Quotes in: John Sullivan Dwight (1856) Dwight's Journal of Music, Vol. 7-8, p. 12
Original: Licht senden in die Tiefen des menschlichen Herzens -- des Künstlers Beruf!; Quoted in E.W. Fritzsch (1884) Musikalisches Wochenblatt, Volume 15

Non copre abito vil la nobil luce,
E quanto è in lei d'altero e di gentile;
E fuor la maesta regia traluce
Per gli atti ancor de l'esercizio umile.
Canto VII, stanza 18 (tr. Wickert)
Gerusalemme Liberata (1581)

Statement at Oxford (24 October 1931), published in Young India Vol. 13 (1931), p. 355
1930s

“She would rather light a candle than curse the darkness, and her glow has warmed the world.”
Remark upon learning of the death of Eleanor Roosevelt, drawing upon the motto of the Christopher Society: "It is better to light one candle than curse the darkness." ; quoted in The New York Times (8 November 1962)

“And in the wreck of noble lives
Something immortal still survives.”
Source: The Building of the Ship (1849), Lines 375-376.
The Philosophical Emperor, a Political Experiment, or, The Progress of a False Position: (1841)
Context: A young lady, being on a visit at a noble friend's mansion, was betrayed by complaisance into an admission that she was very fond of potted sprats, though she abhorred the sight, taste, and smell of them. This little falsehood brought her into a false position as respects her noble friend, who, to oblige her young guest, provided for her nothing but potted sprats.... So the aforesaid young lady found herself suddenly seated beside a plate of sprats, with all their disgusting odours rising to her face, and their horrid forms spread out before her eyes. A moment ago, she might, with entire propriety, have declared her disgust of them; but she had taken her false position, and that was now to govern.... But here the authority ended of all external government. The chyle would not digest the intruder, nor the pylorus permit its egress The whole inner woman suffered a state of rebellion; when a new actor appeared upon the stage... in the shape of fever, first mild and gentle, then importunate and bold, then raging, and then outrageous.
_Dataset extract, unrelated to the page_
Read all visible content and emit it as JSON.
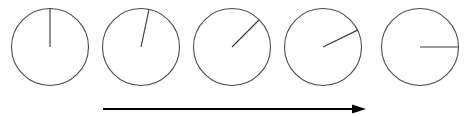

The fever introduced, in turn, a new agent in the shape of a physician, grave and knowing; who introduced two others more knowing still, who introduced various cathartics, diaphoretics, lancets, leeches, blisters, and glysters, which together soon introduced debility, epilepsy, and catalepsy; which, to the astonishment of no one but the doctors, introduced death, who ended the false position.